Each call runs the following sequence:

1. **Resolve concepts** — map names to canonical primitives via the graph
2. **Ground** — verify the subgraph meets depth requirements (graph-derived + optional `min_depth` floor)
3. **Fire `on_trace`** — surface the epistemic result to the caller
4. **If not grounded** — return the `GroundingResult` immediately; the function does not execute
5. **Evaluate policies** — check all `APPLIES_TO` relata for applicable policy gates
6. **If hard blocks** — return `PolicyResult(BLOCK)` immediately; `on_policy` is not consulted
7. **If confirmation required** — call `on_policy` with pending violations; block if declined or no handler
8. **If BLOCK** — return the `PolicyResult`; the function does not execute
9. **Execute** — call the original function and return its result

### Concept Extraction and the Strength of the Guarantee

VRE's guarantee is structural *between concept extraction and execution*: once a call's concepts are fixed, grounding
and policy are deterministic and cannot be talked around. But something has to turn a tool call into that list of
concepts, and how it does so decides how strong the guarantee really is.

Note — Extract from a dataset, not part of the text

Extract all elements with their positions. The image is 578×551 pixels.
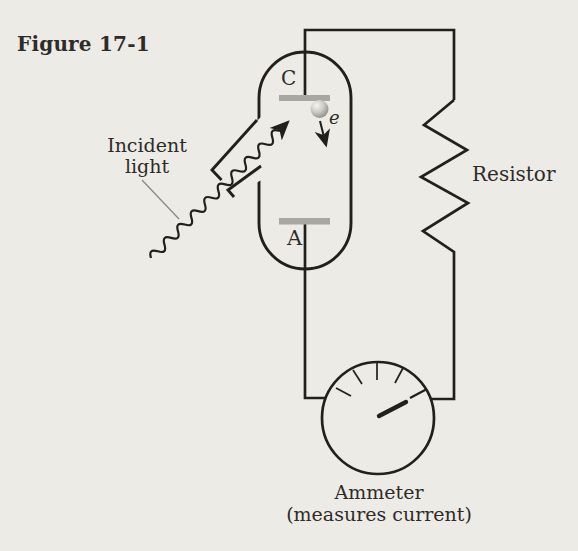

When `concepts` is a static list on the decorator, the conceptual footprint is fixed at code-authoring time. There is
no linguistic step between the call and the check, and the structural guarantee holds end to end. When `concepts` is a
callable, the footprint is computed at call time from the arguments, and that extraction step is a front door made of
language, whether you implement it with an LLM or with a rule-based parser. A broad tool whose meaning lives in its
arguments (a single `shell_tool`, say) forces dynamic extraction, because its static worst-case footprint is
"everything"; and a rule-based extractor for such a tool has to win its own arms race against `$(...)`, aliases, and
`base64 | sh`.

The honest formulation: **the strength of VRE's guarantee is a function of tool granularity.** The strong-guarantee
path is to decompose broad tools into narrow ones with static concepts, so that what an action touches is declared, not
inferred. Treat dynamic extraction as a deliberate, documented downgrade for the cases that genuinely need it, not the
default. This is also the direction agent tooling is already moving, toward narrow, single-purpose tools rather than
one general shell hammer, so the safe path and the idiomatic one converge. The [Trust Model](docs/trust-model.md)
states the same boundary from the other side: the determinism is of the enforcement path, given a faithful concept
declaration.

---

## Callbacks

### `on_trace`

Called after grounding, whether grounded or not. Receives the full `GroundingResult`. Use this to render the epistemic
trace to your UI.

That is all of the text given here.